Jon Allured

Computer Programmer, Whiskey Drinker, Comic Book Reader

Hagemann on Testing Rake Tasks; SPDY in FireFox 11; RVM Using Git Flow

published 02/05/12

Stephan Hagemann had a good post on testing Rake tasks. What I liked about it was the "before/after" structure of the post -- first he shows the anti-pattern and then he describes the approach he prefers. This is a good model for technical posts of this nature and I will try to remember it for my own writing.

The content was great too -- I've always been a little lost when it comes to testing Rake tasks, but Hagemann's suggestions seem like good ones.


SPDY just landed in FireFox 11. SPDY is a protocol for transporting web content. You've probably heard of HTTP, another protocol for transporting web content, so what makes SPDY different? Its the way it prioritizes and multiplexes the downloading of web page elements such that only one connection is made to the server. The exact technical details are over my head, but this is good work that could make some headaches for web developers a little easier. I'm especially excited about it for mobile devices where server connections aren't cheap over lousy 3G connections.

I first heard about it on an episode of Hypercritical and thought it was neat but maybe just a wacky Google experiment that would never go anywhere, so I was fairly surprised to see that Mozilla took a run at it for their Browser.

Its not an official spec yet, but its going that way -- it will be interesting to see if its implemented by Opera, Microsoft or Apple, but I think its something to watch.


The RVM team switched to using the Git Flow approach to structuring their project and have finished the transition, so now you can run:

$ rvm get stable

And you'll stay on the stable branch.

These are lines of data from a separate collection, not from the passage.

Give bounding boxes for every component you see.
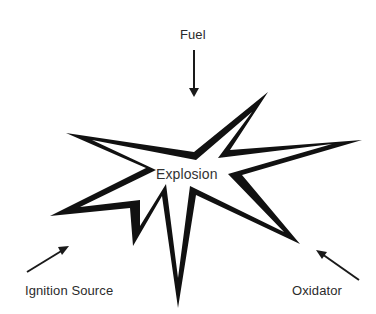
- ignition-arrow: [27, 246, 69, 272]
- diagram-graphics: [0, 0, 376, 314]
- ignition-source-label: Ignition Source: [25, 283, 113, 298]
- explosion-label: Explosion: [156, 166, 218, 182]
- oxidator-label: Oxidator: [292, 283, 342, 298]
- fuel-arrow: [189, 50, 199, 97]
- oxidator-arrow: [316, 250, 359, 280]
- explosion-star-icon: [50, 92, 362, 308]
- explosion-diagram: Fuel Explosion Ignition Source Oxidator: [0, 0, 376, 314]
- fuel-label: Fuel: [180, 27, 206, 42]
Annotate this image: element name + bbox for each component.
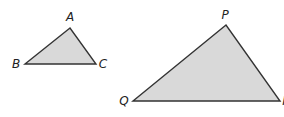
vertex-label-r-cropped: I <box>282 94 284 108</box>
vertex-label-b: B <box>12 57 20 71</box>
triangle-pqr-shape <box>133 25 280 101</box>
vertex-label-p: P <box>221 8 229 22</box>
triangle-abc-shape <box>25 28 96 64</box>
vertex-label-c: C <box>99 57 108 71</box>
vertex-label-q: Q <box>119 94 128 108</box>
vertex-label-a: A <box>65 10 74 24</box>
triangle-pqr: P Q I <box>119 8 284 108</box>
triangle-abc: A B C <box>12 10 108 71</box>
similar-triangles-diagram: A B C P Q I <box>0 0 284 117</box>
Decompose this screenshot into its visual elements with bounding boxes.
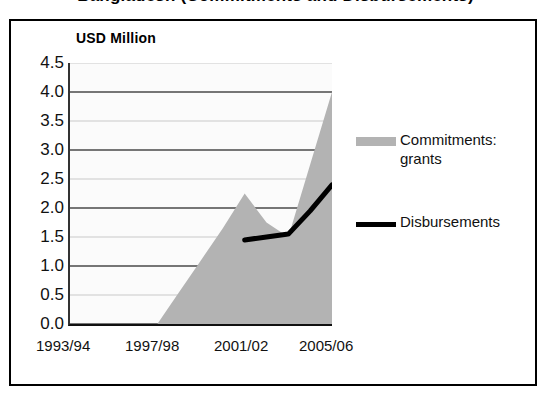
y-tick-0-5: 0.5	[20, 286, 64, 303]
x-axis-tick-labels: 1993/94 1997/98 2001/02 2005/06	[0, 338, 360, 362]
legend-label-commitments: Commitments: grants	[400, 130, 528, 168]
legend: Commitments: grants Disbursements	[356, 130, 536, 231]
y-tick-4-0: 4.0	[20, 83, 64, 100]
line-swatch-icon	[356, 212, 400, 227]
y-tick-3-0: 3.0	[20, 141, 64, 158]
plot-svg	[70, 63, 332, 324]
x-tick-1993-94: 1993/94	[36, 338, 90, 354]
x-tick-2005-06: 2005/06	[299, 338, 353, 354]
y-tick-1-5: 1.5	[20, 228, 64, 245]
y-tick-2-0: 2.0	[20, 199, 64, 216]
y-axis-title: USD Million	[76, 30, 156, 46]
chart-title: Bangladesh (Commitments and Disbursement…	[0, 0, 551, 6]
chart-figure: Bangladesh (Commitments and Disbursement…	[0, 0, 551, 399]
area-swatch-icon	[356, 130, 400, 146]
legend-item-disbursements: Disbursements	[356, 212, 536, 231]
legend-label-disbursements: Disbursements	[400, 212, 500, 231]
y-tick-1-0: 1.0	[20, 257, 64, 274]
x-tick-1997-98: 1997/98	[125, 338, 179, 354]
legend-item-commitments: Commitments: grants	[356, 130, 536, 168]
y-tick-3-5: 3.5	[20, 112, 64, 129]
y-tick-4-5: 4.5	[20, 54, 64, 71]
plot-area	[68, 63, 332, 326]
x-tick-2001-02: 2001/02	[214, 338, 268, 354]
y-tick-0-0: 0.0	[20, 315, 64, 332]
y-tick-2-5: 2.5	[20, 170, 64, 187]
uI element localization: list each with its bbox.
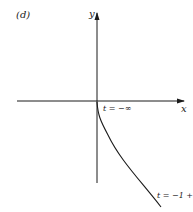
diagram-canvas <box>0 0 193 212</box>
y-axis-label: y <box>89 9 95 19</box>
annotation-t-minus-infinity: t = −∞ <box>103 105 131 113</box>
x-axis-label: x <box>181 104 187 114</box>
parametric-curve <box>97 102 161 207</box>
annotation-t-minus-one-plus: t = −1 + <box>157 192 193 200</box>
panel-label: (d) <box>16 10 30 20</box>
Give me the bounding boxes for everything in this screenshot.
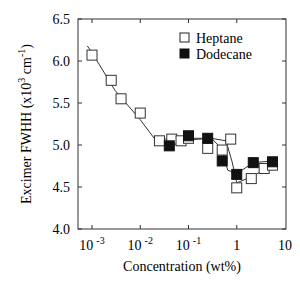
heptane-point (154, 136, 164, 146)
x-tick-label: 1 (233, 238, 240, 253)
y-tick-label: 4.5 (53, 180, 71, 195)
fit-curve (87, 46, 272, 183)
fit-curves (87, 46, 272, 183)
x-tick-label: 10 (278, 238, 292, 253)
dodecane-point (248, 158, 258, 168)
heptane-point (226, 134, 236, 144)
legend-label-heptane: Heptane (196, 31, 243, 46)
legend-marker-dodecane (180, 49, 189, 58)
x-axis-title: Concentration (wt%) (123, 259, 241, 275)
y-tick-label: 6.0 (53, 54, 71, 69)
x-tick-label: 10-2 (128, 235, 153, 253)
data-points (87, 50, 277, 193)
chart: 10-310-210-1110 4.04.55.05.56.06.5 Hepta… (0, 0, 300, 290)
heptane-point (87, 50, 97, 60)
x-tick-label: 10-1 (176, 235, 201, 253)
heptane-point (246, 174, 256, 184)
dodecane-point (164, 141, 174, 151)
y-tick-label: 6.5 (53, 12, 71, 27)
legend: Heptane Dodecane (180, 31, 252, 62)
y-tick-label: 4.0 (53, 222, 71, 237)
heptane-point (116, 94, 126, 104)
heptane-point (217, 145, 227, 155)
dodecane-point (217, 156, 227, 166)
y-tick-label: 5.5 (53, 96, 71, 111)
heptane-point (203, 143, 213, 153)
legend-marker-heptane (180, 33, 189, 42)
heptane-point (106, 75, 116, 85)
y-tick-label: 5.0 (53, 138, 71, 153)
heptane-point (232, 183, 242, 193)
dodecane-point (203, 133, 213, 143)
dodecane-point (267, 157, 277, 167)
heptane-point (135, 108, 145, 118)
dodecane-point (184, 131, 194, 141)
dodecane-point (232, 169, 242, 179)
y-axis-title: Excimer FWHH (x103 cm-1) (16, 44, 35, 204)
x-tick-label: 10-3 (79, 235, 104, 253)
legend-label-dodecane: Dodecane (196, 47, 252, 62)
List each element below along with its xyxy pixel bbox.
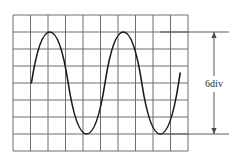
amplitude-label: 6div xyxy=(205,78,223,89)
waveform-diagram: 6div xyxy=(0,0,240,164)
oscilloscope-figure: 6div xyxy=(0,0,240,164)
figure-background xyxy=(0,0,240,164)
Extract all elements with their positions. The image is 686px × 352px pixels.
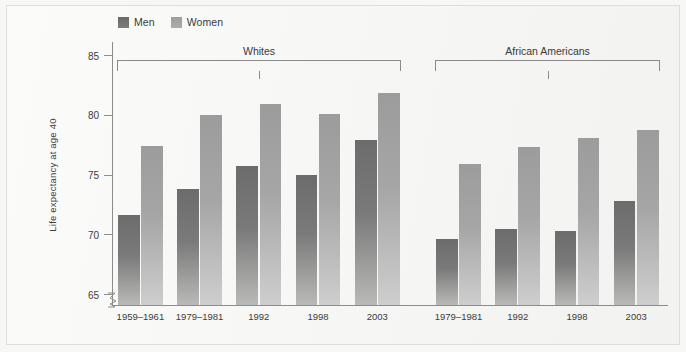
chart-screenshot: Men Women Life expectancy at age 40 8580… xyxy=(0,0,686,352)
bar-men-5 xyxy=(436,239,458,305)
chart-legend: Men Women xyxy=(118,16,223,28)
bar-men-4 xyxy=(355,140,377,305)
men-swatch-icon xyxy=(118,17,129,28)
legend-item-women: Women xyxy=(171,16,224,28)
group-label-1: African Americans xyxy=(505,45,590,57)
x-tick-label-7: 1998 xyxy=(566,311,587,322)
bar-men-1 xyxy=(177,189,199,305)
group-bracket-tick-1 xyxy=(548,71,549,79)
y-tick-label-65: 65 xyxy=(88,289,104,300)
x-tick-label-2: 1992 xyxy=(248,311,269,322)
bar-women-4 xyxy=(378,93,400,305)
y-tick-75: 75 xyxy=(104,175,112,176)
bar-women-3 xyxy=(319,114,341,305)
bar-men-2 xyxy=(236,166,258,305)
x-tick-label-1: 1979–1981 xyxy=(176,311,224,322)
bar-women-7 xyxy=(578,138,600,305)
women-swatch-icon xyxy=(171,17,182,28)
group-bracket-1: African Americans xyxy=(435,60,660,71)
bar-women-1 xyxy=(200,115,222,305)
x-tick-label-3: 1998 xyxy=(307,311,328,322)
y-tick-label-80: 80 xyxy=(88,110,104,121)
x-tick-label-0: 1959–1961 xyxy=(117,311,165,322)
y-tick-70: 70 xyxy=(104,234,112,235)
bar-women-6 xyxy=(518,147,540,305)
y-tick-label-70: 70 xyxy=(88,229,104,240)
bar-women-5 xyxy=(459,164,481,305)
bar-men-3 xyxy=(296,175,318,305)
x-axis-line xyxy=(112,305,668,306)
y-tick-label-75: 75 xyxy=(88,170,104,181)
y-tick-80: 80 xyxy=(104,115,112,116)
bar-men-7 xyxy=(555,231,577,305)
legend-label-women: Women xyxy=(187,16,224,28)
bar-men-0 xyxy=(118,215,140,305)
group-bracket-tick-0 xyxy=(259,71,260,79)
legend-label-men: Men xyxy=(134,16,155,28)
y-tick-85: 85 xyxy=(104,55,112,56)
x-tick-label-4: 2003 xyxy=(367,311,388,322)
bar-men-6 xyxy=(495,229,517,306)
y-axis-title: Life expectancy at age 40 xyxy=(47,118,58,231)
x-tick-label-6: 1992 xyxy=(507,311,528,322)
bar-men-8 xyxy=(614,201,636,305)
bar-women-0 xyxy=(141,146,163,305)
group-bracket-0: Whites xyxy=(117,60,401,71)
plot-area xyxy=(113,42,668,305)
x-tick-label-8: 2003 xyxy=(626,311,647,322)
group-label-0: Whites xyxy=(243,45,275,57)
legend-item-men: Men xyxy=(118,16,155,28)
y-tick-label-85: 85 xyxy=(88,50,104,61)
bar-women-2 xyxy=(260,104,282,305)
bar-women-8 xyxy=(637,130,659,305)
x-tick-label-5: 1979–1981 xyxy=(435,311,483,322)
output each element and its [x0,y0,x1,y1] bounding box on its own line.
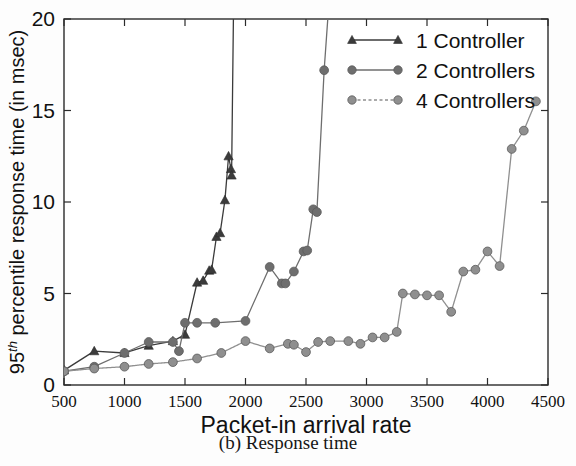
data-point [320,66,329,75]
legend-label: 4 Controllers [416,89,535,112]
data-point [144,338,153,347]
x-tick-label: 1000 [108,392,142,411]
x-tick-label: 1500 [168,392,202,411]
data-point [312,208,321,217]
data-point [241,337,250,346]
data-point [193,318,202,327]
y-tick-label: 5 [43,282,55,305]
data-point [290,340,299,349]
data-point [144,360,153,369]
data-point [394,66,402,74]
y-axis-label: 95th percentile response time (in msec) [5,30,28,374]
data-point [348,66,356,74]
data-point [217,349,226,358]
data-point [303,246,312,255]
data-point [495,262,504,271]
data-point [211,318,220,327]
data-point [120,349,129,358]
data-point [265,263,274,272]
data-point [394,96,402,104]
data-point [120,362,129,371]
data-point [435,291,444,300]
y-tick-label: 10 [32,190,55,213]
data-point [175,347,184,356]
data-point [411,290,420,299]
data-point [519,126,528,135]
data-point [169,338,178,347]
response-time-chart: 5001000150020002500300035004000450005101… [0,0,576,466]
data-point [348,96,356,104]
figure-container: 5001000150020002500300035004000450005101… [0,0,576,466]
legend-label: 1 Controller [416,29,525,52]
data-point [459,267,468,276]
x-tick-label: 3000 [350,392,384,411]
data-point [356,339,365,348]
data-point [380,333,389,342]
data-point [314,338,323,347]
data-point [265,344,274,353]
legend-label: 2 Controllers [416,59,535,82]
data-point [507,145,516,154]
data-point [326,337,335,346]
data-point [302,348,311,357]
svg-text:95th percentile response time: 95th percentile response time (in msec) [5,30,28,374]
x-tick-label: 2500 [289,392,323,411]
x-tick-label: 3500 [410,392,444,411]
y-tick-label: 15 [32,99,55,122]
x-tick-label: 4000 [471,392,505,411]
x-tick-label: 4500 [531,392,565,411]
data-point [181,318,190,327]
data-point [471,265,480,274]
data-point [169,358,178,367]
data-point [447,307,456,316]
x-tick-label: 2000 [229,392,263,411]
data-point [90,364,99,373]
data-point [241,317,250,326]
figure-caption: (b) Response time [0,432,576,454]
data-point [398,289,407,298]
data-point [483,247,492,256]
data-point [290,267,299,276]
data-point [392,328,401,337]
data-point [368,333,377,342]
data-point [60,367,69,376]
x-tick-label: 500 [51,392,77,411]
data-point [344,337,353,346]
y-tick-label: 20 [32,7,55,30]
data-point [281,279,290,288]
y-tick-label: 0 [43,373,55,396]
data-point [193,354,202,363]
data-point [423,291,432,300]
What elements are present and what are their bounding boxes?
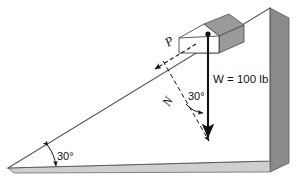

Neato. Check that post for a few other changes to the behavior of RVM.

I had heard of Git Flow before, but took this as an opportunity to read up about it. After reading Vincent Driessen's original post about Git Flow (above), I found Jeff Kreeftmeijer's post on why he likes this approach so much. He talks about using the git extensions and how he uses them in various situations. I enjoyed thinking about another workflow and would be interested in trying this system in a future project.